Just then the school bell rang, announcing the end of the lunch break. It was as if a spell had been broken. The three girls screamed in unison and bolted out of the classroom as if it were on fire, leaving me stranded with a knife in one hand and a clump of hair in the other. I knew they would rush straight to Sister Agnes. I expected the tyrannical principal to march in any minute to announce that she was rusticating me from school. I would give her a mocking smile, and then plunge the knife into my abdomen, hara-kiri style, a violent suicide in tranquil Nainital.

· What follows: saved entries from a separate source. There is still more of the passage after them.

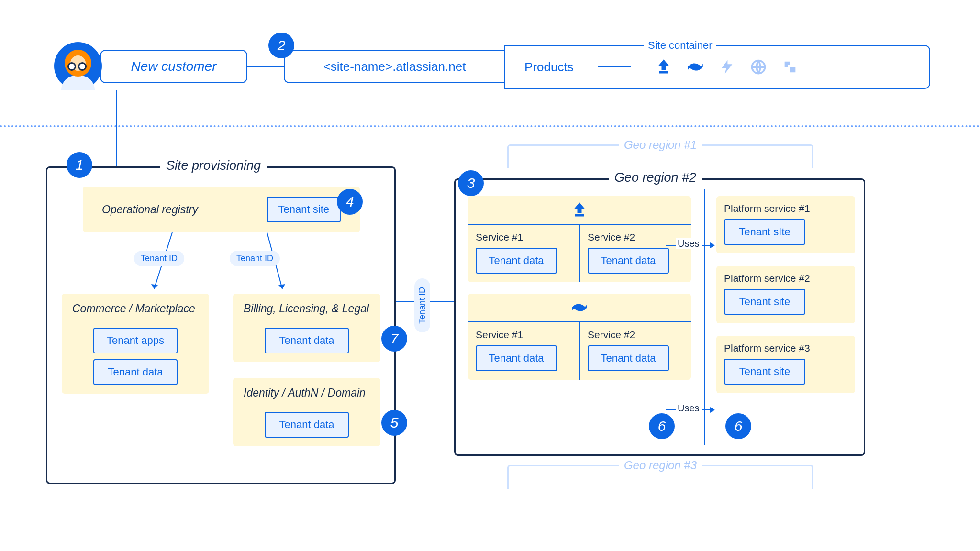 Image resolution: width=980 pixels, height=551 pixels. I want to click on globe-icon, so click(758, 67).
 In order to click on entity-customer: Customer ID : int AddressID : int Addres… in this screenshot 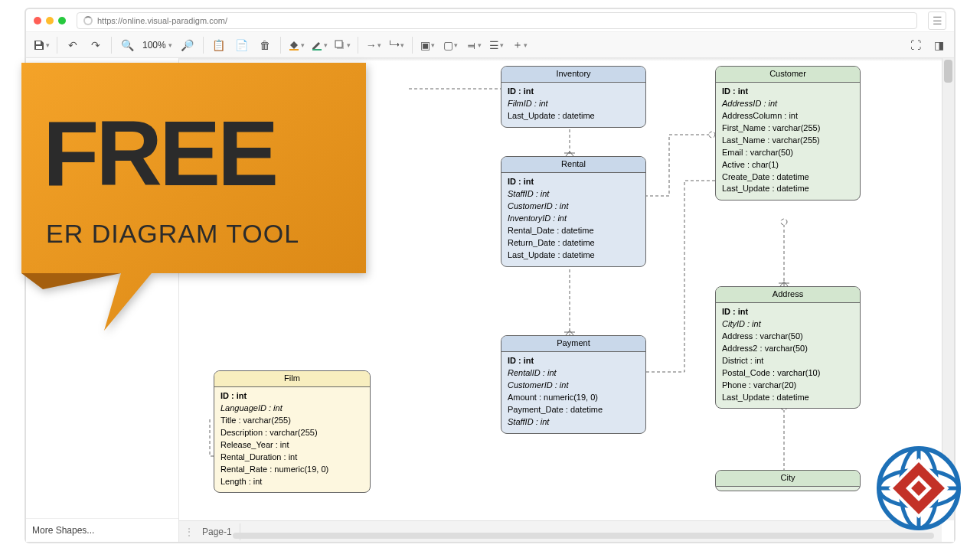, I will do `click(788, 133)`.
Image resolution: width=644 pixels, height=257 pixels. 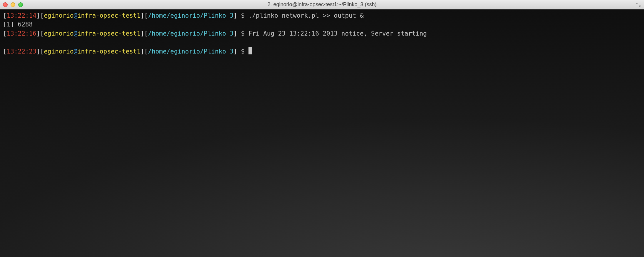 What do you see at coordinates (13, 5) in the screenshot?
I see `minimize-button` at bounding box center [13, 5].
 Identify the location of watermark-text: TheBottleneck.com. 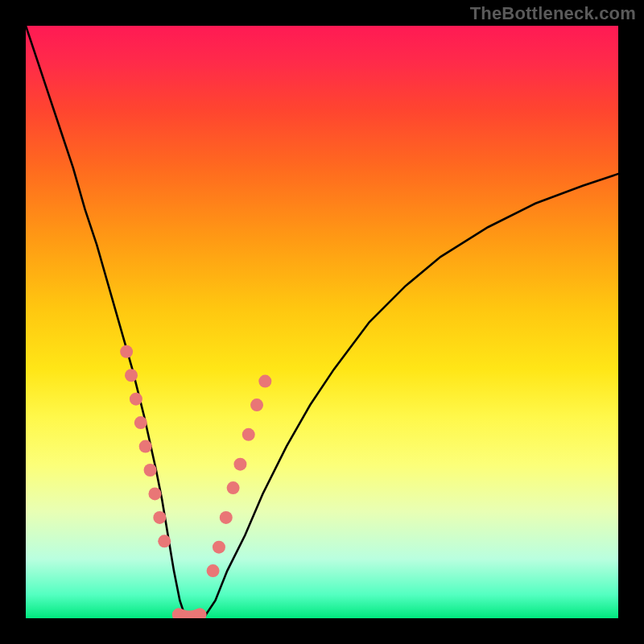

I waited for a long time, but no one came, neither the principal nor any teacher. Slowly, I returned the knife to my skirt pocket and walked back to class, where the history period was about to begin. The Spice Girls shrank into their seats the moment I entered the classroom, and pretended to look elsewhere. I learnt later that they did not make any complaint against me. They nicknamed me ‘Psycho’, but I was never bullied after that.